Hope and Prey
Daniel Menche Vanessa Renwick
Life and death dramas unfold in the snowy American North, using three-screen documentary footage and a soundtrack by KYTN favourite, vocalist Daniel Menche.
Arika have been creating events since 2001. The Archive is space to share the documentation of our work, over 600 events from the past 20 years. Browse the archive by event, artists and collections, explore using theme pairs, or use the index for a comprehensive overview.
 
Life and death dramas unfold in the snowy American North, using three-screen documentary footage and a soundtrack by KYTN favourite, vocalist Daniel Menche.
 
During their time in Scotland for Instal 06 Dave Dove, Bhob Rainey and Greg Kelly did some improvisation workshops and performances in and around Glasgow.
 
With lo-fi dreams and high-def humor, Bande brings MC vibes to the day. Interluding music with spoken performance, the live extimacy of Bande’s presence reaches out via emo-techno-bridges.
 
Terry is one of the most entertaining and unpredictable musicians in the London free improvising music scene. Rhodri Davies extends his instrument under a battery of techniques creating sound colours and textures quite alien to the harp.
 
Harrowing but musical confrontations with the very real, physical and aural trauma of a woman screaming.
 
Sadia Shirazi & Mezna Qato will discuss a series of scores that explore the texture and landscape of exile, resistance, and Muslim sociality.

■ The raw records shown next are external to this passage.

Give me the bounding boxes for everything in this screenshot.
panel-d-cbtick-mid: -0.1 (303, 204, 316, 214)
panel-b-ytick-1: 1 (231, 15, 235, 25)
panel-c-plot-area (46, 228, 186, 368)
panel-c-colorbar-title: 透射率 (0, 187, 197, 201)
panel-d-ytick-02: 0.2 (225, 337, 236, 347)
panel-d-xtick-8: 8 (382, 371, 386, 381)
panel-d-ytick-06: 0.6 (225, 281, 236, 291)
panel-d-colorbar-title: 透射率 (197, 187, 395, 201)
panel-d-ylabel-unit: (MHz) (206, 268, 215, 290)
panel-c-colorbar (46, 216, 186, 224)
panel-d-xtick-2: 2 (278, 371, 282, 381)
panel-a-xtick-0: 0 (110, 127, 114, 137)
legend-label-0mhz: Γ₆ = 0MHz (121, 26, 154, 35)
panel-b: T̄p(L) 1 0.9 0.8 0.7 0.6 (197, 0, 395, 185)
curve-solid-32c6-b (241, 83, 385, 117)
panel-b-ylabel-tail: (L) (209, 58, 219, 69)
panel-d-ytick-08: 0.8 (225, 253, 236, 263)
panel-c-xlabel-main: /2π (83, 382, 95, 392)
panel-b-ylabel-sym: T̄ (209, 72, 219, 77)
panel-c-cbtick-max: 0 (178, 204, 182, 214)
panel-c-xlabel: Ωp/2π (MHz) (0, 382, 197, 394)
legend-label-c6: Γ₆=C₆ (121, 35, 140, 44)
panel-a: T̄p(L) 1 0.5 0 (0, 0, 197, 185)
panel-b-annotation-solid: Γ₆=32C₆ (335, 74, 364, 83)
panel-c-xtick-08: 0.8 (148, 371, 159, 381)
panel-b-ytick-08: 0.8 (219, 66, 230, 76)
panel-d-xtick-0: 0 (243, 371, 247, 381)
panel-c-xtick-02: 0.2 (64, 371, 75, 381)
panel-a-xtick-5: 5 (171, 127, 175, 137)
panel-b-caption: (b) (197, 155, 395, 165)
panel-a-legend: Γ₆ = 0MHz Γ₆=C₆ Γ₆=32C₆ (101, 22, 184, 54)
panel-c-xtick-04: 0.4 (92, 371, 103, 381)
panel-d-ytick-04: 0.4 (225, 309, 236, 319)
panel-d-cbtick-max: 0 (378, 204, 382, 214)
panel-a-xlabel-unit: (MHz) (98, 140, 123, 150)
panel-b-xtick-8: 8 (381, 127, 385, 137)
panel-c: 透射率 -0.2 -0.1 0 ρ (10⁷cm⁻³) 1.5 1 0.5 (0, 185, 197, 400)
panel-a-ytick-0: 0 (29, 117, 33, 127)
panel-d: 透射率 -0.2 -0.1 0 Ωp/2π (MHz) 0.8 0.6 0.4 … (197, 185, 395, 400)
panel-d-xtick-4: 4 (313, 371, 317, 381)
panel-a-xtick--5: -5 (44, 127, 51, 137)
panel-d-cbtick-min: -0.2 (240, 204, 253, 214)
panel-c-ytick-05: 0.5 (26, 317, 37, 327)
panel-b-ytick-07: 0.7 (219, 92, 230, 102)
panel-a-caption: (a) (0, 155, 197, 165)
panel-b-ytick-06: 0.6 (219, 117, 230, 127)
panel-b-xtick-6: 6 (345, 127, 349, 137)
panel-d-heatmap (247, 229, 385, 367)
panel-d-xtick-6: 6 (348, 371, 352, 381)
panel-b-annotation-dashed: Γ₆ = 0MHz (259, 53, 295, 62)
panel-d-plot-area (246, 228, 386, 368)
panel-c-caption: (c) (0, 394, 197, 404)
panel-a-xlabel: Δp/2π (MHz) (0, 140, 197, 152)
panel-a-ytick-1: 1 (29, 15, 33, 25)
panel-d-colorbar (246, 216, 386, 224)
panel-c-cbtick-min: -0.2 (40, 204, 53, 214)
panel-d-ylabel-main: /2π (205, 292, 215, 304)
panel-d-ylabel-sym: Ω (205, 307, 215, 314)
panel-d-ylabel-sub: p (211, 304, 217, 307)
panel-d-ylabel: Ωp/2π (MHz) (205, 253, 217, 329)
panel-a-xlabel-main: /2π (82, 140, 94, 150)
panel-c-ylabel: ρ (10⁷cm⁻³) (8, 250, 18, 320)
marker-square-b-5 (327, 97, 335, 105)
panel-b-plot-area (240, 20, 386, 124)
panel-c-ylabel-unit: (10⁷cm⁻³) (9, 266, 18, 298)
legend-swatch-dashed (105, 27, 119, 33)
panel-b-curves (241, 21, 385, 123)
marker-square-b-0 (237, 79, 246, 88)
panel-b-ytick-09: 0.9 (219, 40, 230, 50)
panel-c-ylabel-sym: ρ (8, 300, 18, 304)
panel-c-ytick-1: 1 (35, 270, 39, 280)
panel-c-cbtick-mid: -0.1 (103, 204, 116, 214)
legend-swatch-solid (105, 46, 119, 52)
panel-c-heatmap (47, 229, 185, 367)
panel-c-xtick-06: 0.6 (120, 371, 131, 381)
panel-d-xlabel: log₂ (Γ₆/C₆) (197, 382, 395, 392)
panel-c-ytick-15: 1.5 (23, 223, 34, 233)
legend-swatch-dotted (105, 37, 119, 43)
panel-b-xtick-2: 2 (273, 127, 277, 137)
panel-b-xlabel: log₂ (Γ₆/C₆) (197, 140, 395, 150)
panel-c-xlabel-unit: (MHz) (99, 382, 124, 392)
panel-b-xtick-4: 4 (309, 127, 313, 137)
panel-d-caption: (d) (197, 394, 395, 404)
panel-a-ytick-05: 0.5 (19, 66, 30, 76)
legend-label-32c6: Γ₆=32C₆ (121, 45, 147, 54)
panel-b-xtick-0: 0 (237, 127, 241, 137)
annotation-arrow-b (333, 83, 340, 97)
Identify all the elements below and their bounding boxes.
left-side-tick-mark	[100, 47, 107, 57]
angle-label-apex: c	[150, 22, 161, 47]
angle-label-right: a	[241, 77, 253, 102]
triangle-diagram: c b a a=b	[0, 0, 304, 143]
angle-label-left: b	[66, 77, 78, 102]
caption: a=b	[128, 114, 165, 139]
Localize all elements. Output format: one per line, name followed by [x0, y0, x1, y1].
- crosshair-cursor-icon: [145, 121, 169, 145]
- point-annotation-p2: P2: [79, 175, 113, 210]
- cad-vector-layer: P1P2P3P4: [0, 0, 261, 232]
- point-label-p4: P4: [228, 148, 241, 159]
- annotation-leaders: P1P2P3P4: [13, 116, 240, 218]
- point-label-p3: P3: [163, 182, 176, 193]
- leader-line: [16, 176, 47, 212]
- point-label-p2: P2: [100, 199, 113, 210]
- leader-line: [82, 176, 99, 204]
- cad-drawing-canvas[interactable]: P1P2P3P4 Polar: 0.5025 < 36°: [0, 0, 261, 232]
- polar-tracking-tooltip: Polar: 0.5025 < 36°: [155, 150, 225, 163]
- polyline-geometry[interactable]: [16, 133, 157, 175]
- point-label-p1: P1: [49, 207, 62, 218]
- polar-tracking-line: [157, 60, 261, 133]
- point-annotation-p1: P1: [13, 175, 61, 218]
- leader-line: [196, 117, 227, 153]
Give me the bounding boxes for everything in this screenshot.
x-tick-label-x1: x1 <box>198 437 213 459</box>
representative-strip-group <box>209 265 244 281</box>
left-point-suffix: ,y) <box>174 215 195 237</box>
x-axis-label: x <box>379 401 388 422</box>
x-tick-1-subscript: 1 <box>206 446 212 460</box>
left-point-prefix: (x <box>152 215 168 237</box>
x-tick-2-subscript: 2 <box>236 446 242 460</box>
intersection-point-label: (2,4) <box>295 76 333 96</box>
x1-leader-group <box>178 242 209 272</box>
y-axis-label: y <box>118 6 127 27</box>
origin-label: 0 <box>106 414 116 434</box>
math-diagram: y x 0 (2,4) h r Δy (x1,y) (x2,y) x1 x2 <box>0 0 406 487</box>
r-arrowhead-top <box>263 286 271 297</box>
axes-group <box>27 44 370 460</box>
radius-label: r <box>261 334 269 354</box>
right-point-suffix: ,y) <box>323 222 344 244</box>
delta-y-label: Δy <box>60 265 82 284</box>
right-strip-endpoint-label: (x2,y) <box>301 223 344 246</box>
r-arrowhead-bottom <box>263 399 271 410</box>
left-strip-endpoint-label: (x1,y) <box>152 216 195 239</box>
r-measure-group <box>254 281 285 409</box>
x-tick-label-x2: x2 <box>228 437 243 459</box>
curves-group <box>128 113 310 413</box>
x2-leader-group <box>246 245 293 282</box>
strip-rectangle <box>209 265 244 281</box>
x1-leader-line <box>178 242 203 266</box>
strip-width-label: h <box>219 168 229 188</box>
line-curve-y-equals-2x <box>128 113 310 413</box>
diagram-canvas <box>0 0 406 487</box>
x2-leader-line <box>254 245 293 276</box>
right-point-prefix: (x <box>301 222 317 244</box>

These instructional scores trouble the idea that art and activism are untouched by faith and faith is untouched by art and activism.
 
A space to reflect on our own experiences with the police and explore more community and care-based ways of dealing with violence and difficulties in our lives.
 
Simon Morris is joined by Nick Thurston as they attempt to read aloud whilst peddling on exercise bikes.
 
How does this practice, that simultaneously resists and honours the distinctions between these genres, materials and senses, determine the inhabitation of another: a convergence of aesthetic and social experimentation?
 
A programme that looks at how sound and image can be treated as variants in a collection of ordered objects; at how to create meaning from the similar, and to notice difference.
 
Quasi-theatrical multiple-projector pieces play with the relationship between performers, art and audiences.
 
Emotional fantasies, towers of cakes, identity troubles, collapsed distance and time and Samuel R. Delany’s rarely seen 1971 film The Orchid.